XClose

Library Services

Home
Menu

Important letters donated to the George Orwell Archive

6 December 2021

Richard Blair, Orwell’s son, has donated fifty letters to the Orwell Archive, housed at UCL Special Collections.

Sarah Aitchison, Head of UCL Special Collections, and Richard Blair at an event held at UCL to celebrate the donation

The letters reveal new details about Orwell’s life in the 1930s – including his overlapping romances, his love of ice skating, and his struggle to write and publish his first novels.

They also show that the two women, Brenda Salkeld and Eleanor Jaques, whom he met while staying with his parents in Southwold, Suffolk, had a profound importance in his life lasting long after his romances with them appeared to have ended.

In a letter to Brenda in 1940, four years into his marriage with his first wife, Eileen O'Shaughnessy, and as a German invasion appeared imminent, he wrote: “It’s a pity … we never made love properly. We could have been so happy. If things are really collapsing I shall try and see you. Or perhaps you wouldn’t want to?” Orwell also wrote to Brenda from his hospital bed (at University College Hospital), sending his last letter four months before his death in 1950, just as he was about to marry his second wife, Sonia Brownell.

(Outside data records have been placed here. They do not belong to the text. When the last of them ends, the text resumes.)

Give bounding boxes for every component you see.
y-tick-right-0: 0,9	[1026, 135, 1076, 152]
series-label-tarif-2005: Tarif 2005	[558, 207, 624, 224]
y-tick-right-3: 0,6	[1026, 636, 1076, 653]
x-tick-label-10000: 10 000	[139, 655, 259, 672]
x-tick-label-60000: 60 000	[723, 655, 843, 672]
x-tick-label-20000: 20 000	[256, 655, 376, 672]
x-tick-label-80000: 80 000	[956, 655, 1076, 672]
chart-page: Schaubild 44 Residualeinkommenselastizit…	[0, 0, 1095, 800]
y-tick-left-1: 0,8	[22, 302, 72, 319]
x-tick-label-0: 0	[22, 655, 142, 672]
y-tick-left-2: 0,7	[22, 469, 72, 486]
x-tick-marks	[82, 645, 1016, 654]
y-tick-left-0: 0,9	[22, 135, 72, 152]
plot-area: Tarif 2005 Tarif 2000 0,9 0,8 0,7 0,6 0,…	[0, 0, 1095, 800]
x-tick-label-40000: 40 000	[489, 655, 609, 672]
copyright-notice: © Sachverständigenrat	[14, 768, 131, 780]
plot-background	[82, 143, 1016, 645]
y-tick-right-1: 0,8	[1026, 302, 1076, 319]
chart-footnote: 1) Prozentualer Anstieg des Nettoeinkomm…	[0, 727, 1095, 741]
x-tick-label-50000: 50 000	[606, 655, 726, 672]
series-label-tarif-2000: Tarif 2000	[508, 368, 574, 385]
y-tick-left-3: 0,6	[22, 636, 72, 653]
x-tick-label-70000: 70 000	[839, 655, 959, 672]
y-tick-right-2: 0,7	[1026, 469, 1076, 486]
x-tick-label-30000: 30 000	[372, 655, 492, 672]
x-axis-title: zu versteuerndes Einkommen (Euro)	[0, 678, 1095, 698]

The letters also reveal something of Orwell’s writing practice. D.J. Taylor, who helped to track down the letters and is currently writing a second, updated biography of Orwell, said:

“In terms of improving our understanding of Orwell’s work, I have a strong suspicion that his letters to Eleanor reminiscing about their country walks at Southwold may have inspired similar passages describing Winston’s affair with Julia in Nineteen Eighty-Four.”

The bulk of the letters have not been publicly available before. Eighteen of the 21 letters to Eleanor were first discovered more than a decade ago in a shed, stored in an old brown envelope upon which Eleanor had written that the contents should be burned after her death. The 29 Brenda letters surfaced in 2018.

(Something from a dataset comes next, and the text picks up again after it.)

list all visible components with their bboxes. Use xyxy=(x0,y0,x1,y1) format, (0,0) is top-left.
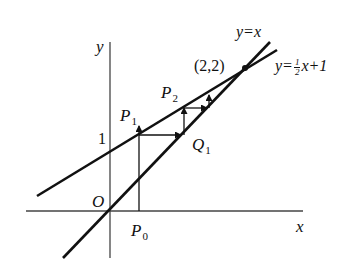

The letters were donated by Richard Blair to UCL, having purchased the letters privately from the descendants of the two women at a substantial cost. He said:

“Just when we thought that there was nothing more to know about George Orwell, something startling turns up. I am so pleased to donate these precious letters to the Orwell Archive at UCL and to see them preserved together in a single place so they can be shared with all who wish to study George Orwell’s life and work.”

The Orwell Archive, housed at UCL Special Collections, is the most comprehensive body of research material relating to Orwell anywhere in the world, including manuscript notebooks, diaries, letters and other personal papers, and photographs belonging to the author.

The collection, which has been formally inscribed to the prestigious UNESCO Memory of the World International Register, features the first hand-written notes of some Orwell’s most famous words and phrases, such as “Two Minutes Hate”, “Newspeak”, and “War is Peace. Ignorance is strength. Freedom is slavery”.

Sarah Aitchison, Head of UCL Special Collections, said: 

“The Orwell Archive has been based at UCL for more than 50 years. It is one of our most highly prized collections and an important resource for researchers. We are thrilled at the addition of these two wonderful caches of letters which change our understanding of the author, revealing a great deal about his activities and interests at the time he was writing his early books and trying to establish himself as a writer.”

Read more

Vanessa Thorp wrote about the letters in the Observer, 28 November 2021.